HCI Today summarized the key points
- •This article describes a case where screens created with AI tools like Claude didn’t match the existing design system, leading to conflict between the team and the product owner.
- •The author points out that even though there is a design system with fonts, colors, variables, and a UI kit, Claude ignores it and generates arbitrary designs.
- •Developers say it’s faster to rebuild from scratch than to fix those outputs, while the product owner argues that AI can do it in one evening and demands the same productivity.
- •The community advises clarifying AI usage principles and role division, defining the design strategy, and demonstrating evidence in terms of numbers across engineering, design, and management.
- •Overall, the conflict stems less from AI adoption itself and more from the lack of organizational standards and unclear responsibility boundaries—highlighting the need to think about career management as well.
This summary was generated by an AI editor based on HCI expert perspectives.

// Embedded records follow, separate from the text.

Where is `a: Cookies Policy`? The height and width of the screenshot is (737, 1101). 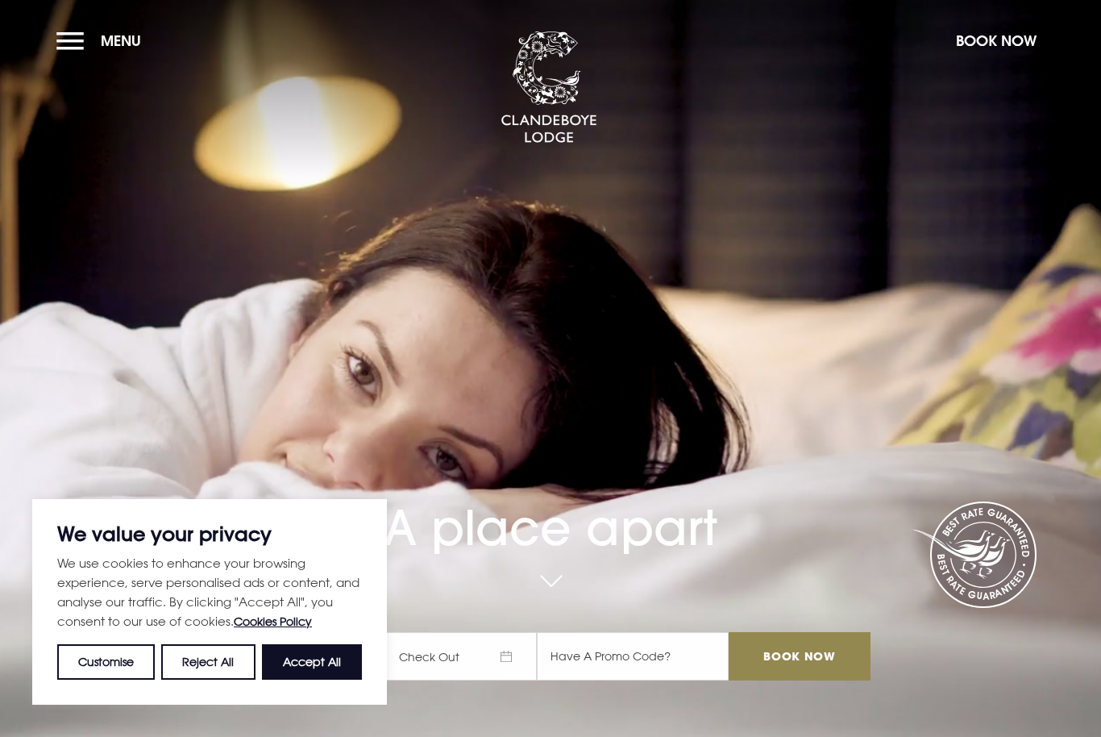
a: Cookies Policy is located at coordinates (273, 621).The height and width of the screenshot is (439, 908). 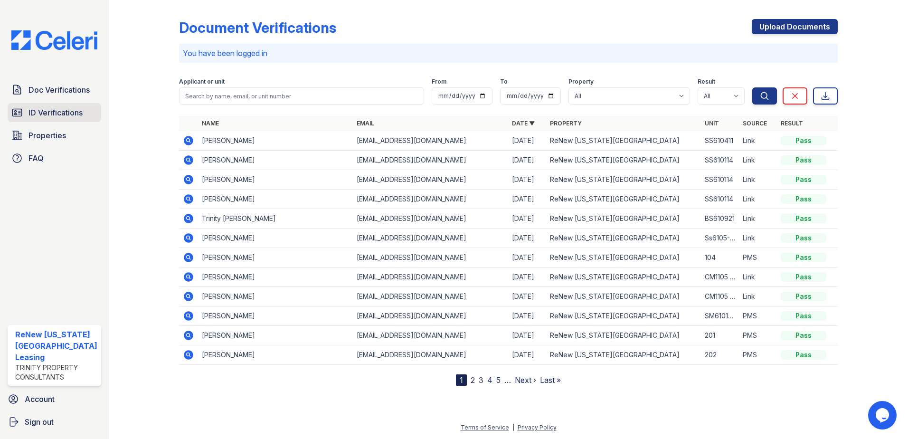 I want to click on a: ID Verifications, so click(x=54, y=113). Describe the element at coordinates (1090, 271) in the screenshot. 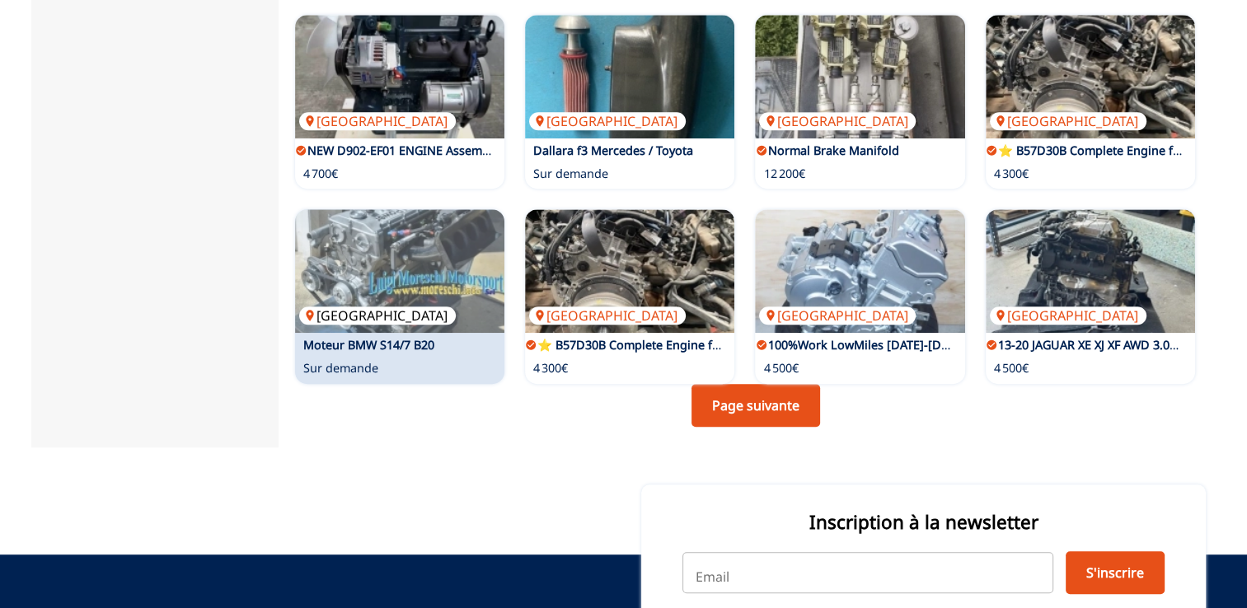

I see `img: 13-20 JAGUAR XE XJ XF AWD 3.0L ENGINE MOTOR TESTED WARRANTY 70K MILES OEM` at that location.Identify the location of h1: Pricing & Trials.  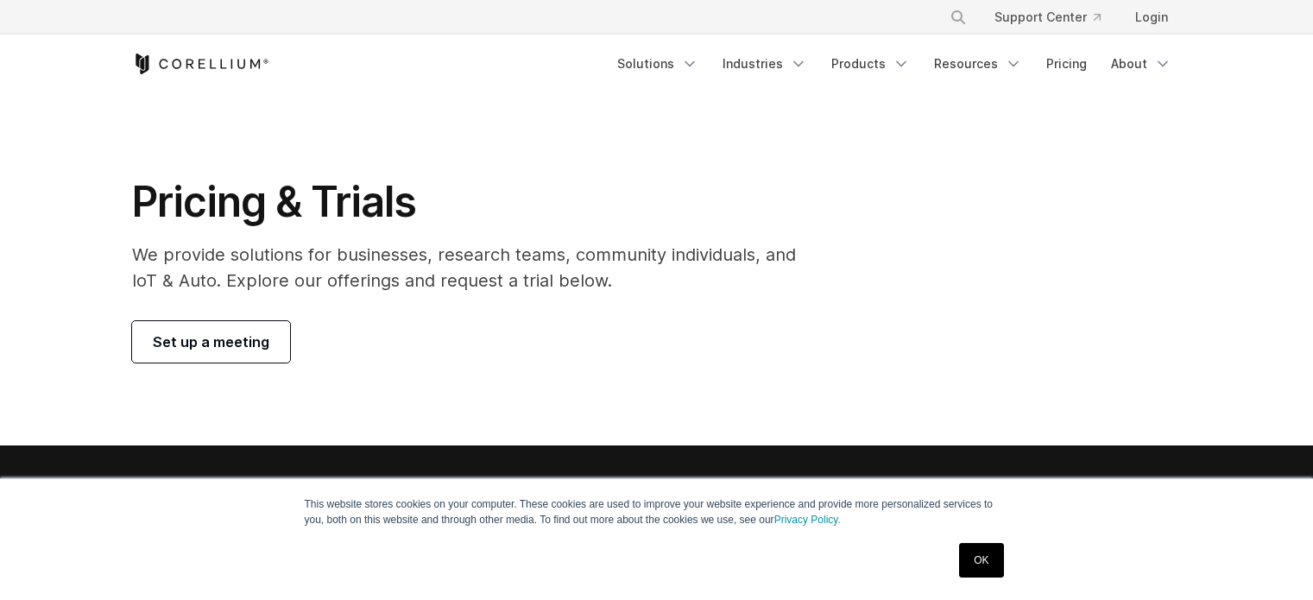
(476, 202).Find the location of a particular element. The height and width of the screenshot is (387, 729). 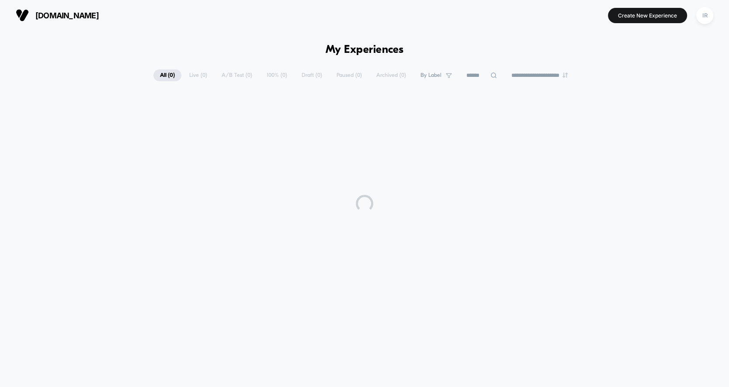

h1: My Experiences is located at coordinates (364, 50).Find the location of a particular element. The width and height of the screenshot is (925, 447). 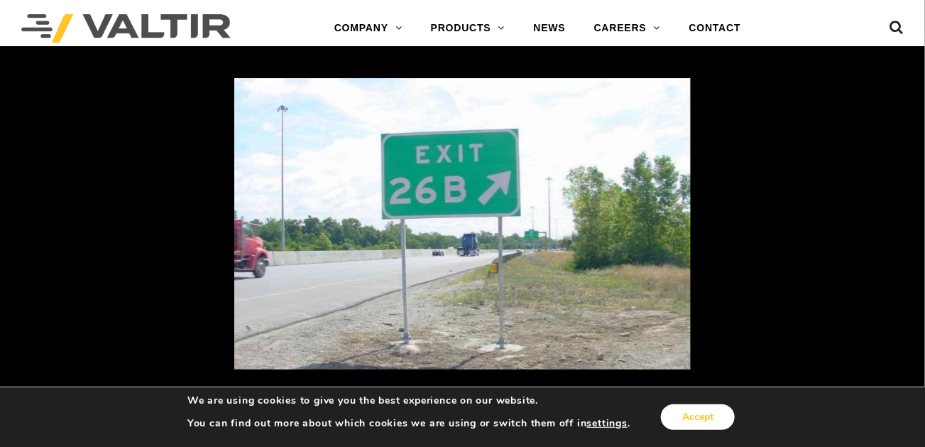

Why Read This from an HCI Perspective
This article clearly shows that, in HCI and UX practice, AI tools cannot guarantee product quality with ‘generative capability’ alone. In particular, it reveals what kinds of friction arise when the design system, implementation libraries, and role division within an organization don’t align. It’s not just a matter of how to use the tools; it can also be read as a people–tool–organization alignment problem, which makes it meaningful for both practitioners and researchers.
CIT's Commentary
From a CIT perspective, this case shouldn’t be concluded as ‘Claude can’t do it.’ Instead, it should be viewed as a situation where AI cannot understand the organization’s design principles on its own. Generative AI can produce quick first drafts, but it doesn’t take responsibility for the surrounding context—such as consistency with the design system, rules for component reuse, and implementation feasibility. So the core issue is less about model performance and more about defining the scope of use and the boundaries of responsibility. In HCI terms, evaluation criteria change completely depending on whether AI is treated as a personal productivity tool or as part of a collaborative workflow. Ultimately, what’s needed isn’t a stronger model, but design leadership, operating rules, and the decision-making structure across engineering, design, and product.
Questions to Consider While Reading
- Q.If results are inconsistent even when AI references the design system, what contextual information and constraints must be provided together for it to be practically valid?
- Q.When adopting generative AI as part of a product team, how should design quality and collaboration responsibilities be measured and agreed upon?
- Q.When a product owner judges only by speed, what evidence and metrics should an HCI/UX team use to design the decision-making structure?
This commentary was generated by an AI editor based on HCI expert perspectives.
Please refer to the original for accurate details.